Two suggestions. First, in my view, all of the responses should be published on the Commission’s website, not just a list of the respondees. I asked the Commission by email they would be doing so, and they responded:
We will of course be including analyses of the Discussion Paper responses in our final report. Until that time and given that the Commission has such a small Secretariat, we do not currently have any plans to publish an analysis of the responses ahead of the final report.
I take the point on resources, but this Commission’s task is one of fundamental importance to the UK public and as such should operate in as open and transparent a way as possible. If there is not enough money for it to do so, then it should ask for more. The Justice and Security Green Paper consultation has published its responses online and even linked to other web resources, including this blog. The Guardian report today this comment from the Cabinet Office:
In the interests of ensuring maximum transparency, we are actively seeking consent to publish as many responses as possible. Even in cases where consent is withheld we are proposing to publish a summary that reflects the full range of responses received. Separately, a very small number of responses were submitted in confidence. The government is under a legal duty to respect that.
The same logic should apply to the Commission on a Bill of Rights. If the somewhat airbrushed minutes are anything to go by – there is no mention of who said what, only that a debate was held on an issue – we will have no way of knowing once the report is published how it links to the views expressed in the consultation responses, except in vague terms.
My second suggestion, and again given the importance of its task to the public, is that the Commission should launch a proper public consultation in good time before it has to report. This is hinted at in the December 2011 minutes (“[the Secretary] noted that he had spoken to Ben Page, Chief Executive of Ipsos MORI, to discuss possible options for consulting the public and that he hoped to be able to circulate a proposal from Mr Page to members shortly); it should happen and time is running out for a proper consultation to be held and considered.
900 responses is a poor show for a Commission which could affect the public’s basic rights for a generation and no recommendations should be made without hearing what the general public thinks.
One of the Commission’s tasks is to “consider ways to promote a better understanding of the true scope of these obligations and liberties”. This is especially important in light of the often-heard criticism of the Human Rights Act that the public do not feel they “own” it. Indeed, this was the main justification for the Commission in the first place.

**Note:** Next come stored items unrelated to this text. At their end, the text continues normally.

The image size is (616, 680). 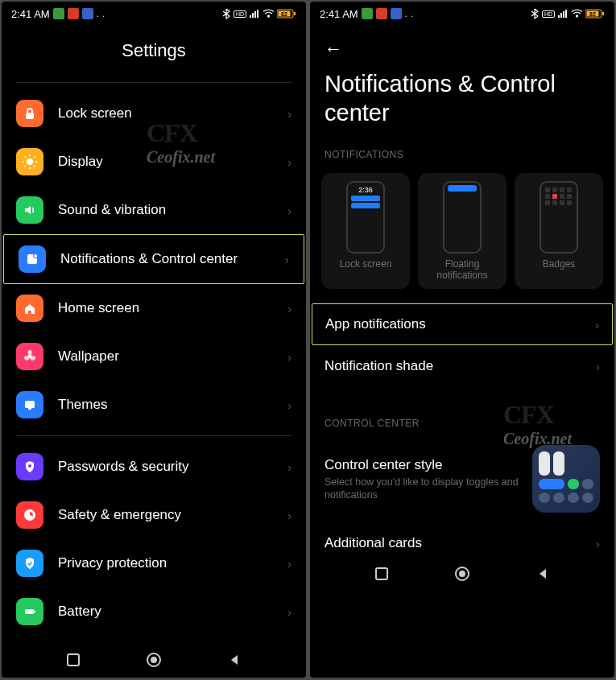 What do you see at coordinates (462, 235) in the screenshot?
I see `notification-cards: 2:36 Lock screen Floating notifications …` at bounding box center [462, 235].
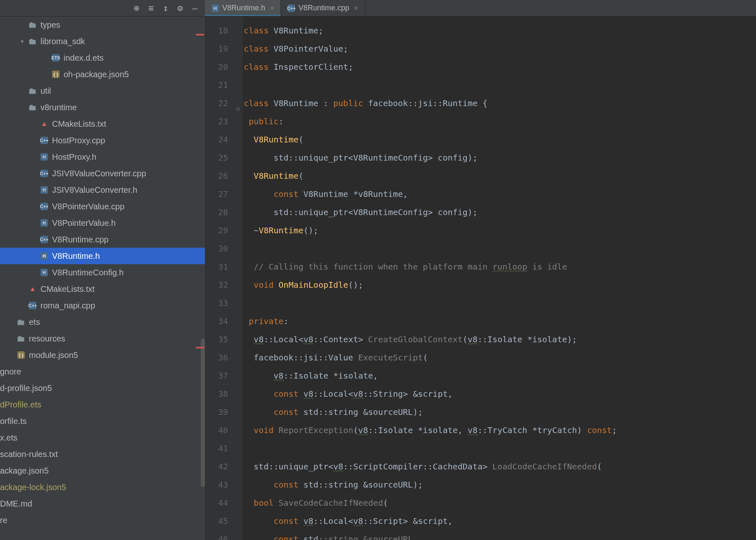  I want to click on tree-item: 🖿util, so click(102, 91).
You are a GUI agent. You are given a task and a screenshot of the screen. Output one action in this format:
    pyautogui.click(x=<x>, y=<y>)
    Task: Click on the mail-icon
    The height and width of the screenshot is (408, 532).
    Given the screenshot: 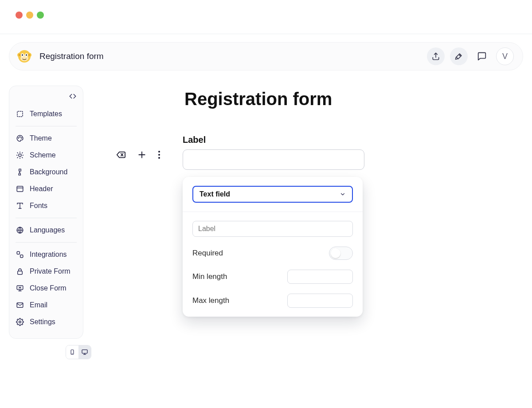 What is the action you would take?
    pyautogui.click(x=20, y=305)
    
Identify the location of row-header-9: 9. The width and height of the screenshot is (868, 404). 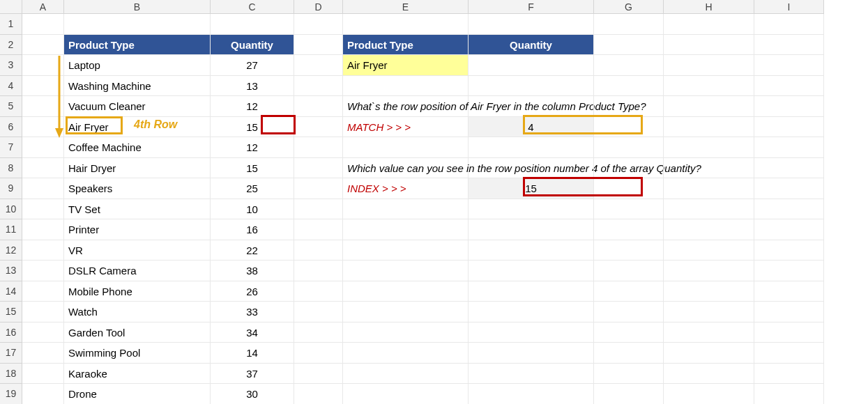
(11, 189).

You only need to open up a newspaper to find a fierce and heated debate going on about human rights in the UK. This sometimes generates more heat than light, but the public is clearly engaged at some level. It is bizarre that the Commission on a Bill of Rights, which was set up to resolve that debate, is the only remaining “public” space where there is little evidence any kind of passionate argument over human rights going on.
I suspect that the instinct of the chair – former Permanent Secretary Sir Leigh Lewis – is publicly to paper over disagreements rather than exposing squabbles within the Commission (e.g. the odd “side letter” which was published early on). This must be the wrong approach.

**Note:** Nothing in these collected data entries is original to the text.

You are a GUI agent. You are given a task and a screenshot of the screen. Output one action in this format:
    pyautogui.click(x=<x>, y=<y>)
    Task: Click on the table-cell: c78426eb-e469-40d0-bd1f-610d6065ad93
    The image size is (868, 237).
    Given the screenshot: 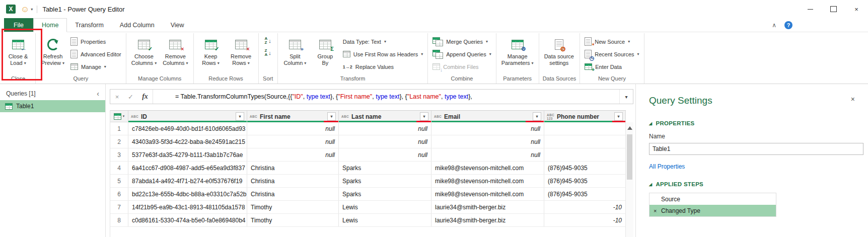 What is the action you would take?
    pyautogui.click(x=188, y=129)
    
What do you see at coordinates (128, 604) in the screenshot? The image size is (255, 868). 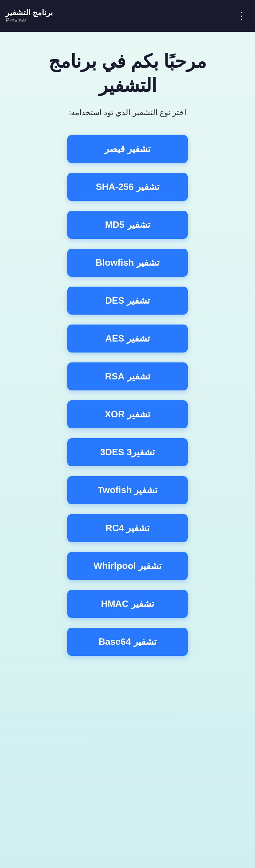 I see `encrypt-button-hmac: تشفير HMAC` at bounding box center [128, 604].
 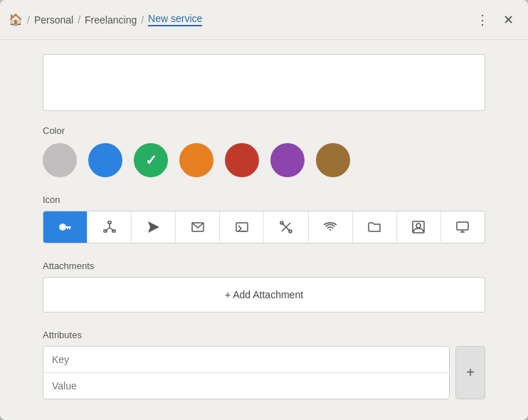 I want to click on key-icon-btn, so click(x=65, y=227).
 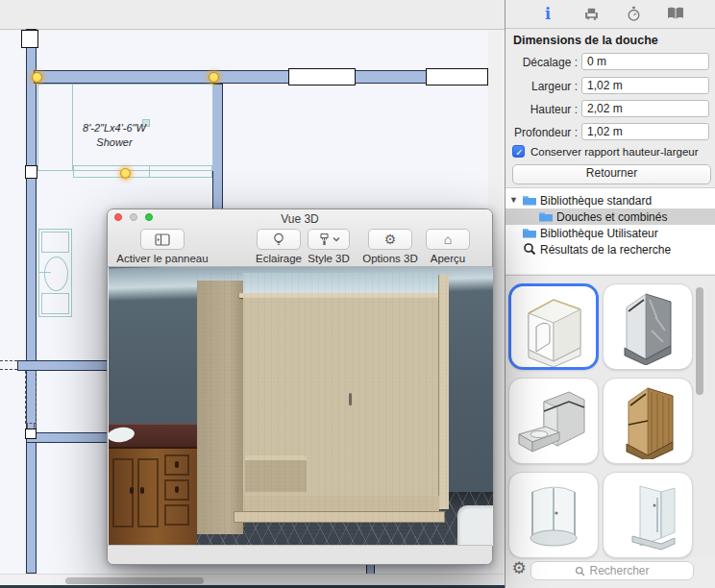 I want to click on offset-input, so click(x=646, y=61).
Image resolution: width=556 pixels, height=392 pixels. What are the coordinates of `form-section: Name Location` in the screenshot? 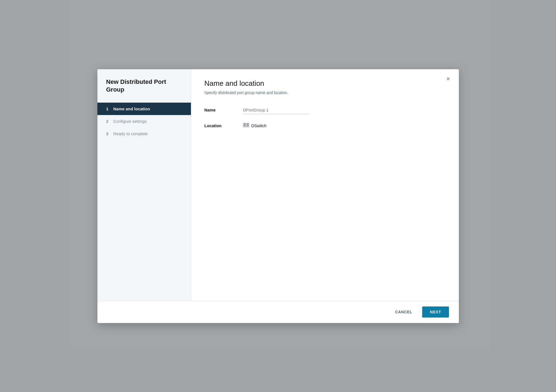 It's located at (287, 117).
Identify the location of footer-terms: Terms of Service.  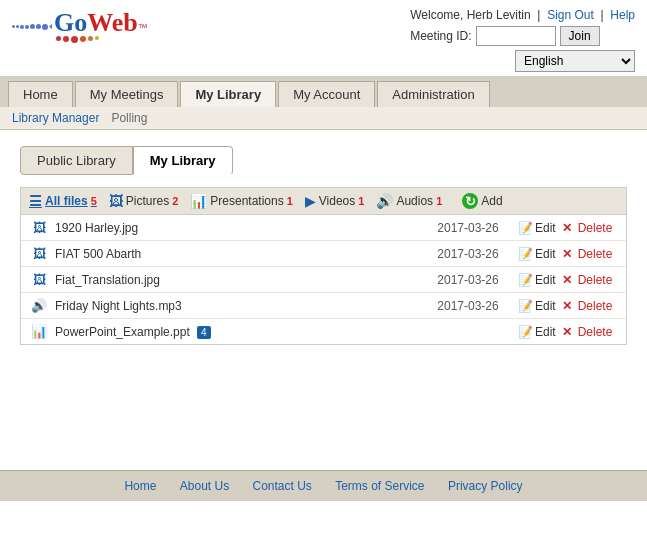
(380, 486).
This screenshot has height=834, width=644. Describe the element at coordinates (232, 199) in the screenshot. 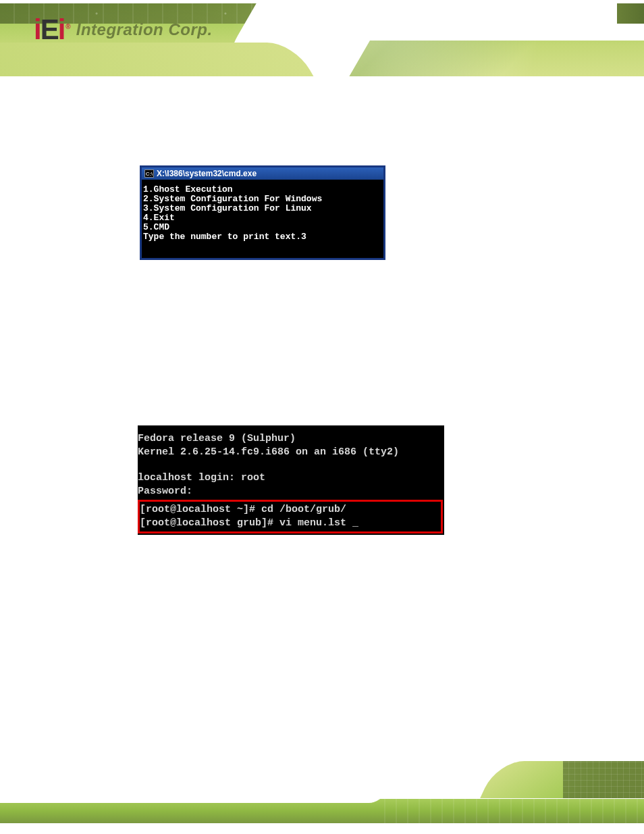

I see `cmd-line: 2.System Configuration For Windows` at that location.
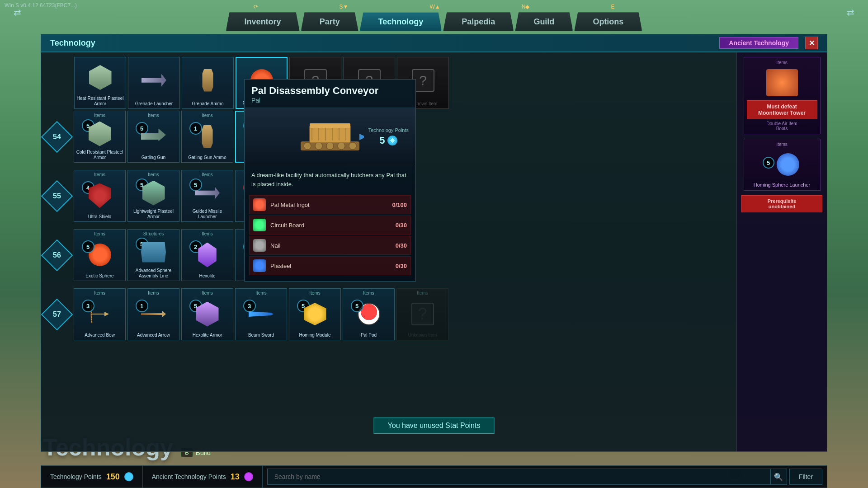 The image size is (868, 488). What do you see at coordinates (330, 22) in the screenshot?
I see `tab-party: Party` at bounding box center [330, 22].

The Commission should not see the lack of public attention as an opportunity to get on with its work in peace. Rather, it should see public apathy as a fundamental threat to its task. It should therefore be seeking out attention in creative ways, including the use of the internet and wide ranging public consultation. Only this will ensure that the Commission’s important work is open, transparent and ultimately successful.
Sign up to free human rights updates by email, Facebook, Twitter or RSS
Related posts
- Previous posts on a Bill of Rights
- Rights on the rocks: Some Bill of Rights Commission responses
- Listen to Northern Ireland’s advice on a UK bill of rights – Colin Harvey
- Reports of the Human Rights Act’s death have been greatly exaggerated
- Rehashing old ideas? A response to the Bill of Rights Commission’s proposals
- Bill of Rights Commission publishes advice (and squabbles) on European Court of Human Rights reform
Could not agree more. The Commission is working too much behind closed doors. Also, one does not need massive secretarial support to produce detailed minutes including a record of who said what. What has been produced are really little more than working notes as opposed to proper minutes.
I suspect that the Commission sees itself more in the role of producing a report for government rather than in the role of having to “sell” its ideas to the general public. I would like to think that I am wrong about this but that’s the impression coming out.